In the dirty-minded yet sweet-toothed comedy Joy Ride, athletic threesomes and balloons of cocaine stuffed up internal cavities help resolve the tricky battles of identity and self-image. Crazy Rich Asians screenwriter Adele Lim, in her directorial debut, works off a script by Family Guy’s Cherry Chevapravatdumrong and Teresa Hsiao, for a film about reckless, luckless people you can’t help but fall in love with.
The film starts with a comedy staple: the odd couple besties. Lawyer Audrey (Ashley Park) is strait-laced and high achieving, while artist Lolo (Sherry Cola) is free and foul-mouthed.
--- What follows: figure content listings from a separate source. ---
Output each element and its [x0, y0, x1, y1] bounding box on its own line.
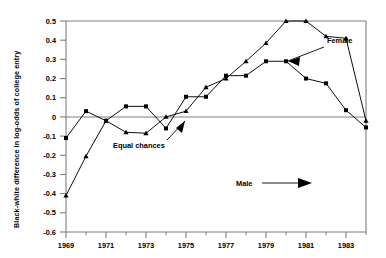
x-tick-label: 1981 — [298, 241, 314, 250]
annotation-equal-chances-arrow-head — [176, 121, 185, 133]
data-point-female-1970 — [84, 109, 88, 113]
data-point-female-1981 — [304, 77, 308, 81]
annotation-male: Male — [236, 178, 312, 188]
series-path-male — [66, 21, 366, 196]
x-tick-label: 1969 — [58, 241, 74, 250]
series-path-female — [66, 61, 366, 138]
y-tick-label: -0.1 — [43, 132, 56, 141]
data-point-male-1970 — [83, 154, 88, 159]
annotation-female: Female — [288, 36, 352, 66]
data-point-female-1978 — [244, 74, 248, 78]
data-point-female-1984 — [364, 125, 368, 129]
annotation-male-arrow-head — [298, 178, 312, 188]
annotation-female-arrow-line — [288, 47, 324, 61]
data-point-female-1982 — [324, 81, 328, 85]
series-line-female — [64, 59, 368, 140]
y-tick-label: 0.5 — [46, 17, 56, 26]
x-tick-label: 1983 — [338, 241, 354, 250]
annotation-equal-chances-label: Equal chances — [113, 141, 165, 150]
y-axis-tick-labels: 0.5 0.4 0.3 0.2 0.1 0 -0.1 -0.2 -0.3 -0.… — [43, 17, 57, 237]
x-tick-label: 1979 — [258, 241, 274, 250]
data-point-female-1974 — [164, 126, 168, 130]
y-axis-title: Black-white difference in log-odds of co… — [12, 51, 21, 228]
y-tick-label: 0.1 — [46, 93, 56, 102]
y-axis-ticks — [60, 21, 66, 232]
y-tick-label: 0 — [52, 113, 56, 122]
y-tick-label: -0.3 — [43, 170, 56, 179]
y-tick-label: -0.6 — [43, 228, 56, 237]
data-point-male-1984 — [363, 118, 368, 123]
data-point-female-1979 — [264, 59, 268, 63]
data-point-female-1980 — [284, 59, 288, 63]
x-tick-label: 1977 — [218, 241, 234, 250]
chart-figure: Black-white difference in log-odds of co… — [0, 0, 386, 258]
y-axis-title-wrap: Black-white difference in log-odds of co… — [0, 0, 16, 258]
annotation-female-label: Female — [327, 36, 352, 45]
data-point-female-1969 — [64, 136, 68, 140]
x-tick-label: 1975 — [178, 241, 194, 250]
y-tick-label: 0.2 — [46, 74, 56, 83]
series-line-male — [63, 18, 368, 197]
data-point-female-1983 — [344, 108, 348, 112]
chart-plot-svg: 0.5 0.4 0.3 0.2 0.1 0 -0.1 -0.2 -0.3 -0.… — [0, 0, 386, 258]
annotation-equal-chances: Equal chances — [113, 121, 185, 150]
y-tick-label: 0.3 — [46, 55, 56, 64]
annotation-male-label: Male — [236, 179, 252, 188]
x-tick-label: 1971 — [98, 241, 114, 250]
y-tick-label: -0.4 — [43, 189, 57, 198]
data-point-female-1975 — [184, 95, 188, 99]
data-point-female-1973 — [144, 104, 148, 108]
y-tick-label: 0.4 — [46, 36, 57, 45]
data-point-female-1972 — [124, 104, 128, 108]
plot-frame — [66, 21, 366, 232]
x-axis-tick-labels: 1969 1971 1973 1975 1977 1979 1981 1983 — [58, 241, 354, 250]
data-point-female-1976 — [204, 95, 208, 99]
x-axis-ticks — [66, 232, 366, 238]
y-tick-label: -0.5 — [43, 208, 56, 217]
y-tick-label: -0.2 — [43, 151, 56, 160]
x-tick-label: 1973 — [138, 241, 154, 250]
It’s a simple set-up fleshed out by more intricate character work – Audrey was adopted in China by white, American parents. To Lolo, her love of Mumford & Sons, among other things, makes her “basically white”. Her work involves laughing off her all-male, all-white office’s feeble attempts at “allyship” (case in point: they threw her a Mulan-themed birthday party).
Lolo, meanwhile, was raised by Chinese immigrant parents. She’s more familiar and more plainly comfortable with her identity. And yet, the sculptures she makes – sexually explicit versions of traditional imagery, like waving maneki-neko cat figures with gigantic, lolling tongues – still hint at some buried tension. Ashley has convinced her employers that she’s fluent in Mandarin and so invites Lolo along on a business trip to Beijing to be her furtive guide. Lolo, in turn, invites her K-pop-obsessed, permanently expressionless cousin Deadeye (Sabrina Wu). Once in Beijing, Audrey brings the trio to meet her old college roommate, Kat (Everything Everywhere All at Once’s Stephanie Hsu), the star of a popular, local melodrama. She’s engaged to a devout Christian (Desmond Chiam) who is clueless about his beloved’s sexual history or fondness for vaginal tattoos.
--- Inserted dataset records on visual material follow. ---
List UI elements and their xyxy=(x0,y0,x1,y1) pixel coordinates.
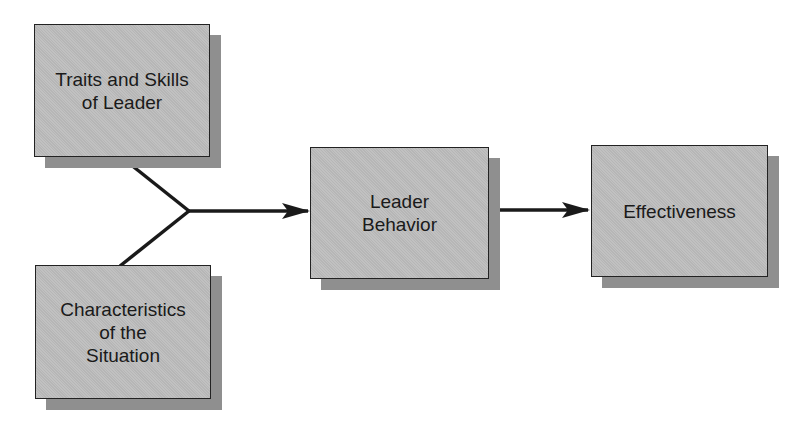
traits-connector-line xyxy=(120,156,189,211)
node-characteristics-of-situation: Characteristics of the Situation xyxy=(35,265,211,399)
situation-connector-line xyxy=(120,211,189,266)
node-label: Characteristics of the Situation xyxy=(60,298,186,367)
node-effectiveness: Effectiveness xyxy=(591,145,768,277)
node-leader-behavior: Leader Behavior xyxy=(310,147,489,279)
node-traits-and-skills: Traits and Skills of Leader xyxy=(34,24,210,157)
node-label: Effectiveness xyxy=(623,200,736,223)
node-label: Leader Behavior xyxy=(362,190,437,236)
node-label: Traits and Skills of Leader xyxy=(55,68,188,114)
Joy Ride is a full-blooded, gross-out comedy. But its jokes about upchucking thousand-year-old eggs or masturbating to Splinter from the Teenage Mutant Ninja Turtles serve a double purpose – the punchlines are funny and weird enough to prod at the messiness of dual identities, and the backwards presumptions people have about Audrey, and that Audrey has about China. Her rush to cosy up with the one white, English speaker on a busy train backfires spectacularly. Lim keeps pace with the script, especially when the film barrels headfirst into a K-pop cover of Cardi B and Megan Thee Stallion’s “WAP”, which serves as a triumphant ode to cross-cultural horniness.
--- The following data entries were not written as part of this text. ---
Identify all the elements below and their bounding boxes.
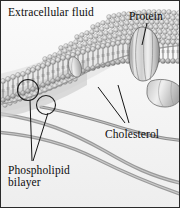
label-extracellular-fluid: Extracellular fluid [8,6,94,18]
label-cholesterol: Cholesterol [105,128,159,140]
membrane-diagram-figure: Extracellular fluid Protein Cholesterol … [0,0,180,208]
label-phospholipid-line1: Phospholipid [8,164,70,176]
label-phospholipid-bilayer: Phospholipid bilayer [8,164,70,188]
label-protein: Protein [129,10,163,22]
label-phospholipid-line2: bilayer [8,176,70,188]
peripheral-protein [147,79,180,107]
Hsu and Cola balance the mania well against Park’s straight woman sincerity, but it’s Wu, a rising star on the standup scene, who serves as Joy Ride’s surprise MVP. Deadeye is a gender-nonconforming (Wu themself is non-binary), clearly autistic-coded character who, in almost any other comedy film, would serve as the sideline weirdo who cracks a few jokes and then disappears into the background. But Deadeye, even as a supporting character, is given space to explore their gender identity, confront feelings of alienation from their family, act as the neutral ground between bickering friends, and find validation in the social bonds of fandom. That’s the joy of a dumb-smart comedy like Joy Ride – its humanity sneaks around the corner and catches you unprepared.
Dir: Adele Lim. Starring: Ashley Park, Sherry Cola, Stephanie Hsu, Sabrina Wu, Ronny Chieng. 15, 95 minutes.